Vita Brevis

'A very isolated family'

Written by Scott C. Steward | Mar 8, 2018 2:29:39 PM
Allen, ca. 1860. Courtesy of the Maryland Historical Society, Item PP231.236
By the end of May 1865, Regina Shober Gray’s son Reginald had been staying with his aunts for six months; his visit was meant to help the Shober sisters as they mourned their brother John. Mrs. Gray [1] took her youngest son with her to collect Regie Gray and visit with her sisters:

Philadelphia, Pennsylvania, Tuesday, 30 May 1865: We came here on Saturday, Morris and I, and are going home next Sat.y. Taking Regie, who is wonderfully grown & improved for his six months’ stay here with the beloved Aunties. I have but once heard him scrape his throat – at home it was incessant – and will be I fear again in our harsher air. This is a real summer day – and I am glad I decided to come on now, instead of three weeks later, as the girls think the warm weather has already pulled Regie down somewhat. I find my sisters looking pretty well – but it is very sad for them in their home without John – they do not get used to the loss, and now that Aunt Regina is gone they feel very desolate.

We are a very isolated family – our mother[2] was an only child – her brothers and sisters[3] having all died young. So there is no connexion on that side and on our father’s we have only the Kimber cousins and some far-away Morris relatives [living in Philadelphia]. Auntie’s house was for years our family centre – the dear old lady was always at home – and always glad to see us; we never could go too often there! It is very sad not to have a call on our minds as part of the day’s plans for some one of us. Mary [Shober] is busy at her house daily trying with Lizzie Clemens help to wind up affairs there. It’s not much of an estate to be sure and Aunty directed in her will where every piece of furniture should go – she had a great horror of having a sale in her house of the old familiar gear she had known & cared for since childhood – and so divided it among the nieces & nephews & a few old friends to all [of] whom it will be valuable as relics of her & a past forever gone.

She left ... smaller legacies to various friends and accompanying her will was a beautiful letter of advice and exhortation to her “beloved children.”

Also the silver was so divided with strictest justice. She left $2000 to Lizzie C[lemens] – and smaller legacies to various friends and accompanying her will was a beautiful letter of advice and exhortation to her “beloved children.” The old chairs which belonged to our great grandmother Jones (née Morris)[4] & which must be over 100 years old, we each took one of. The old 8 day clock whose broad solemn face looked down from its portentous height upon our childish sports, comes here,[5] also the grand old chest of drawers with its elaboration of brass ornament about each handle and keyhole – that was given to Mary in her girlhood.

And we each have a strong twilled linen towel, woven in old colony times by our dear old Aunt Sallie Morris, the sweetest, gentlest, kindliest old lady, visits to whose home in Bristol, Pa. are among the dimmest but most charming recollections of my childhood. I can just remember being lifted up to the bedside of her husband old Uncle Isaac Morris[6] to kiss him wh. he lay dying nearly 40 years ago. He was a fierce tyrannical old man, and his wife the meekest of modern Griseldas.

Continued here.

Notes

[1] Hedwiga Regina Shober (1818–1885) was married to Dr. Francis Henry Gray 1844–80. Entry from the Hedwiga Regina Shober Gray diary, R. Stanton Avery Special Collections.

[2] Mary Ann Bedford (1795–1828) married Samuel Lieberkuhn Shober in 1813.

[3] Her siblings included Edward Bedford (b. 1793), James Bedford (b. 1797), and Henry Bedford (b. 1800).

[4] Mary Morris (d. 1800), who married Colonel Blathwaite Jones in 1762.

[5] Presumably to Mary Shober’s house in Philadelphia.

[6] Isaac Morris (1736–1821), who died when Mrs. Gray was 2½ years old. He married Sarah Marriott in 1801.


The task
Below are some records. Copy every line in them that holds "anesthetist".

Segment Start: Data extract

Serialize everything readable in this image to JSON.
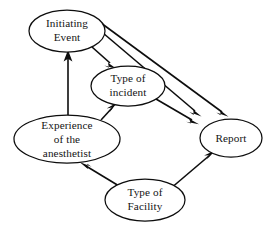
{
  "diagram": {
    "type": "directed-graph",
    "background_color": "#ffffff",
    "line_color": "#0d0d0d",
    "text_color": "#141414",
    "nodes": [
      {
        "id": "initiating-event",
        "label_lines": [
          "Initiating",
          "Event"
        ],
        "line1": "Initiating",
        "line2": "Event",
        "cx": 67,
        "cy": 31,
        "rx": 38,
        "ry": 21
      },
      {
        "id": "type-of-incident",
        "label_lines": [
          "Type of",
          "incident"
        ],
        "line1": "Type of",
        "line2": "incident",
        "cx": 128,
        "cy": 86,
        "rx": 37,
        "ry": 20
      },
      {
        "id": "experience-of-the-anesthetist",
        "label_lines": [
          "Experience",
          "of the",
          "anesthetist"
        ],
        "line1": "Experience",
        "line2": "of the",
        "line3": "anesthetist",
        "cx": 67,
        "cy": 139,
        "rx": 53,
        "ry": 24
      },
      {
        "id": "report",
        "label_lines": [
          "Report"
        ],
        "line1": "Report",
        "cx": 231,
        "cy": 138,
        "rx": 31,
        "ry": 19
      },
      {
        "id": "type-of-facility",
        "label_lines": [
          "Type of",
          "Facility"
        ],
        "line1": "Type of",
        "line2": "Facility",
        "cx": 145,
        "cy": 200,
        "rx": 40,
        "ry": 21
      }
    ],
    "edges": [
      {
        "id": "edge-experience-to-initiating-event",
        "from": "experience-of-the-anesthetist",
        "to": "initiating-event",
        "label": "Experience of the anesthetist to Initiating Event"
      },
      {
        "id": "edge-initiating-event-to-type-of-incident",
        "from": "initiating-event",
        "to": "type-of-incident",
        "label": "Initiating Event to Type of incident"
      },
      {
        "id": "edge-initiating-event-to-report",
        "from": "initiating-event",
        "to": "report",
        "label": "Initiating Event to Report"
      },
      {
        "id": "edge-initiating-event-to-report-second",
        "from": "initiating-event",
        "to": "report",
        "label": "Initiating Event to Report (second path)"
      },
      {
        "id": "edge-experience-to-type-of-incident",
        "from": "experience-of-the-anesthetist",
        "to": "type-of-incident",
        "label": "Experience of the anesthetist to Type of incident"
      },
      {
        "id": "edge-type-of-incident-to-report",
        "from": "type-of-incident",
        "to": "report",
        "label": "Type of incident to Report"
      },
      {
        "id": "edge-type-of-facility-to-experience",
        "from": "type-of-facility",
        "to": "experience-of-the-anesthetist",
        "label": "Type of Facility to Experience of the anesthetist"
      },
      {
        "id": "edge-type-of-facility-to-report",
        "from": "type-of-facility",
        "to": "report",
        "label": "Type of Facility to Report"
      }
    ]
  }
}
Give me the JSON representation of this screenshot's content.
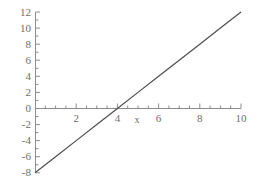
{
  "chart_data": {
    "type": "line",
    "title": "",
    "subtitle": "",
    "xlabel": "x",
    "ylabel": "",
    "xlim": [
      0,
      10
    ],
    "ylim": [
      -8,
      12
    ],
    "grid": false,
    "legend": false,
    "legend_position": "none",
    "equation": "y = 2x - 8",
    "slope": 2,
    "intercept": -8,
    "x_root": 4,
    "series": [
      {
        "name": "y = 2x - 8",
        "color": "#4d4d4d",
        "x": [
          0,
          1,
          2,
          3,
          4,
          5,
          6,
          7,
          8,
          9,
          10
        ],
        "values": [
          -8,
          -6,
          -4,
          -2,
          0,
          2,
          4,
          6,
          8,
          10,
          12
        ]
      }
    ],
    "x_ticks": [
      0,
      2,
      4,
      6,
      8,
      10
    ],
    "x_tick_labels": [
      "",
      "2",
      "4",
      "6",
      "8",
      "10"
    ],
    "x_minor_step": 0.5,
    "y_ticks": [
      -8,
      -6,
      -4,
      -2,
      0,
      2,
      4,
      6,
      8,
      10,
      12
    ],
    "y_tick_labels": [
      "-8",
      "-6",
      "-4",
      "-2",
      "0",
      "2",
      "4",
      "6",
      "8",
      "10",
      "12"
    ],
    "y_minor_step": 0.5,
    "axis_color": "#8c8c8c",
    "text_color": "#6d6d6d",
    "background_color": "#ffffff"
  },
  "axes": {
    "x_axis_label": "x",
    "y_axis_label": ""
  },
  "ticks": {
    "x": {
      "t0": "",
      "t2": "2",
      "t4": "4",
      "t6": "6",
      "t8": "8",
      "t10": "10"
    },
    "y": {
      "tm8": "-8",
      "tm6": "-6",
      "tm4": "-4",
      "tm2": "-2",
      "t0": "0",
      "t2": "2",
      "t4": "4",
      "t6": "6",
      "t8": "8",
      "t10": "10",
      "t12": "12"
    }
  }
}
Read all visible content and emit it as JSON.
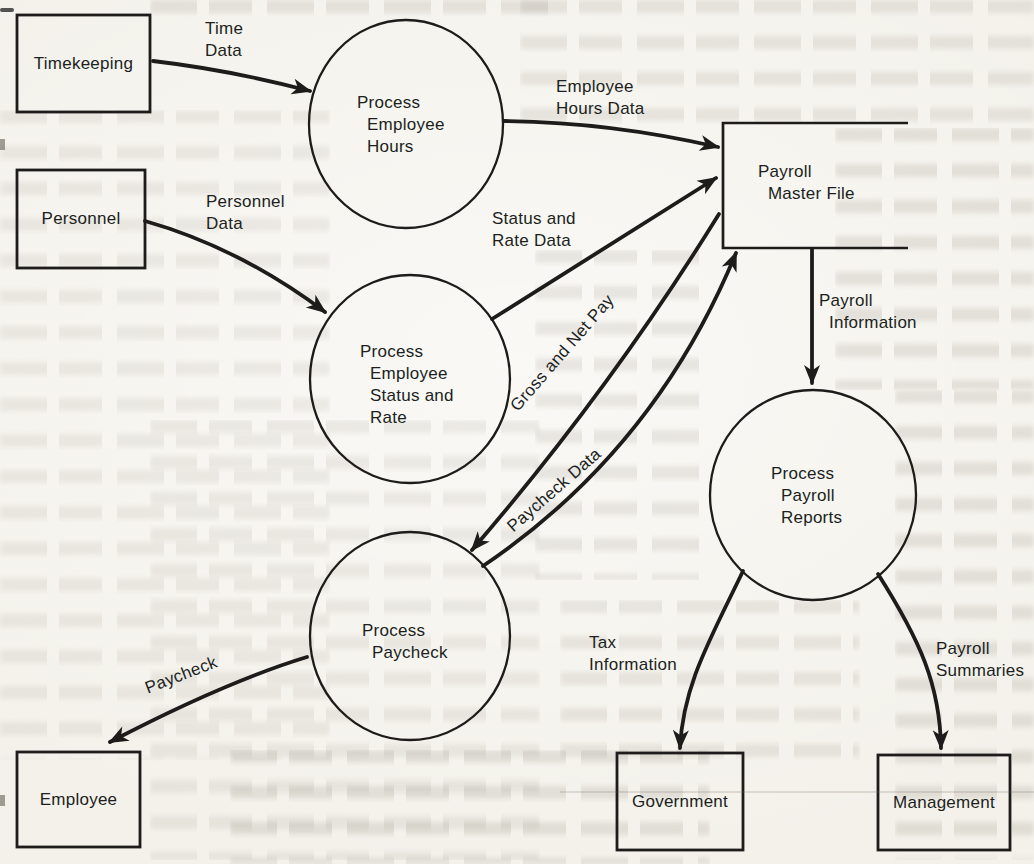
{
  "page": {
    "kind": "scanned textbook figure",
    "colors": {
      "ink": "#1d1c1a",
      "paper": "#f3f1ea"
    }
  },
  "diagram": {
    "type": "data-flow-diagram",
    "external_entities": [
      "Timekeeping",
      "Personnel",
      "Employee",
      "Government",
      "Management"
    ],
    "processes": [
      "Process Employee Hours",
      "Process Employee Status and Rate",
      "Process Paycheck",
      "Process Payroll Reports"
    ],
    "data_stores": [
      "Payroll Master File"
    ],
    "flows": [
      {
        "from": "Timekeeping",
        "to": "Process Employee Hours",
        "label": "Time Data"
      },
      {
        "from": "Personnel",
        "to": "Process Employee Status and Rate",
        "label": "Personnel Data"
      },
      {
        "from": "Process Employee Hours",
        "to": "Payroll Master File",
        "label": "Employee Hours Data"
      },
      {
        "from": "Process Employee Status and Rate",
        "to": "Payroll Master File",
        "label": "Status and Rate Data"
      },
      {
        "from": "Process Paycheck",
        "to": "Payroll Master File",
        "label": "Gross and Net Pay"
      },
      {
        "from": "Payroll Master File",
        "to": "Process Paycheck",
        "label": "Paycheck Data"
      },
      {
        "from": "Payroll Master File",
        "to": "Process Payroll Reports",
        "label": "Payroll Information"
      },
      {
        "from": "Process Paycheck",
        "to": "Employee",
        "label": "Paycheck"
      },
      {
        "from": "Process Payroll Reports",
        "to": "Government",
        "label": "Tax Information"
      },
      {
        "from": "Process Payroll Reports",
        "to": "Management",
        "label": "Payroll Summaries"
      }
    ]
  },
  "labels": {
    "timekeeping": "Timekeeping",
    "personnel": "Personnel",
    "employee": "Employee",
    "government": "Government",
    "management": "Management",
    "payroll_master_file": "Payroll\n  Master File",
    "process_employee_hours": "Process\n  Employee\n  Hours",
    "process_employee_status_rate": "Process\n  Employee\n  Status and\n  Rate",
    "process_paycheck": "Process\n  Paycheck",
    "process_payroll_reports": "Process\n  Payroll\n  Reports",
    "time_data": "Time\nData",
    "personnel_data": "Personnel\nData",
    "employee_hours_data": "Employee\nHours Data",
    "status_rate_data": "Status and\nRate Data",
    "gross_net_pay": "Gross and Net Pay",
    "paycheck_data": "Paycheck Data",
    "payroll_information": "Payroll\n  Information",
    "tax_information": "Tax\nInformation",
    "payroll_summaries": "Payroll\nSummaries",
    "paycheck": "Paycheck"
  }
}
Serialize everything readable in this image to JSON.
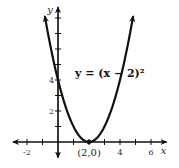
{
  "chart_data": {
    "type": "line",
    "title": "",
    "xlabel": "x",
    "ylabel": "y",
    "xlim": [
      -2.9,
      7.0
    ],
    "ylim": [
      -1.0,
      8.7
    ],
    "x_ticks": [
      -2,
      -1,
      0,
      1,
      2,
      3,
      4,
      5,
      6
    ],
    "y_ticks": [
      1,
      2,
      3,
      4,
      5,
      6,
      7,
      8
    ],
    "x_tick_labels": [
      {
        "value": -2,
        "label": "-2"
      },
      {
        "value": 4,
        "label": "4"
      },
      {
        "value": 6,
        "label": "6"
      }
    ],
    "y_tick_labels": [
      {
        "value": 2,
        "label": "2"
      },
      {
        "value": 4,
        "label": "4"
      }
    ],
    "grid": false,
    "series": [
      {
        "name": "y = (x-2)^2",
        "function": "(x-2)^2",
        "x_range": [
          -0.85,
          4.85
        ],
        "x": [
          -0.85,
          -0.5,
          0,
          0.5,
          1,
          1.5,
          2,
          2.5,
          3,
          3.5,
          4,
          4.5,
          4.85
        ],
        "y": [
          8.12,
          6.25,
          4,
          2.25,
          1,
          0.25,
          0,
          0.25,
          1,
          2.25,
          4,
          6.25,
          8.12
        ]
      }
    ],
    "annotations": [
      {
        "text": "y = (x − 2)²",
        "at": [
          1.1,
          4.2
        ]
      },
      {
        "text": "(2,0)",
        "point": [
          2,
          0
        ]
      }
    ]
  }
}
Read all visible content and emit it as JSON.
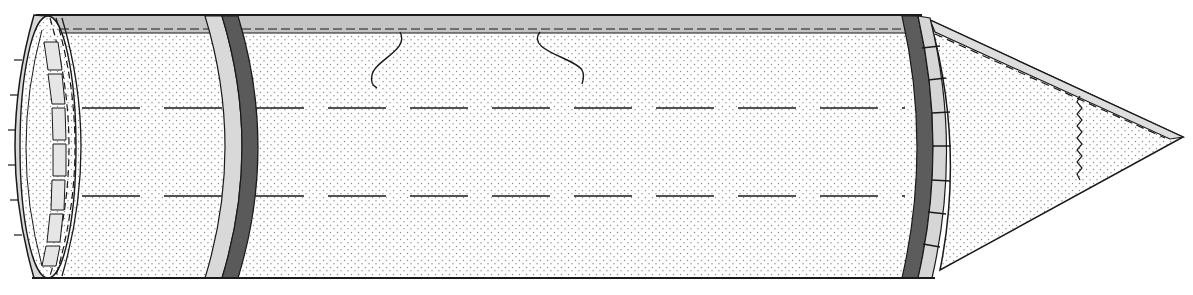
{
  "figure": {
    "type": "technical-line-drawing",
    "caption": "",
    "colors": {
      "background": "#ffffff",
      "outline": "#1a1a1a",
      "stipple": "#8a8a8a",
      "light_band": "#d6d6d6",
      "dark_band": "#5a5a5a",
      "top_strip": "#bdbdbd"
    },
    "geometry": {
      "body_left_x": 48,
      "body_right_x": 920,
      "top_y": 16,
      "bottom_y": 278,
      "tip_x": 1183,
      "tip_y": 137,
      "dashed_line_ys": [
        108,
        196
      ],
      "left_band_x": 215,
      "right_collar_x": 918
    }
  }
}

Segment End: Data extract

Expected output
        "id": "experience-of-the-anesthetist",
          "anesthetist"
        "line3": "anesthetist",
        "from": "experience-of-the-anesthetist",
        "label": "Experience of the anesthetist to Initiating Event"
        "from": "experience-of-the-anesthetist",
        "label": "Experience of the anesthetist to Type of incident"
        "to": "experience-of-the-anesthetist",
        "label": "Type of Facility to Experience of the anesthetist"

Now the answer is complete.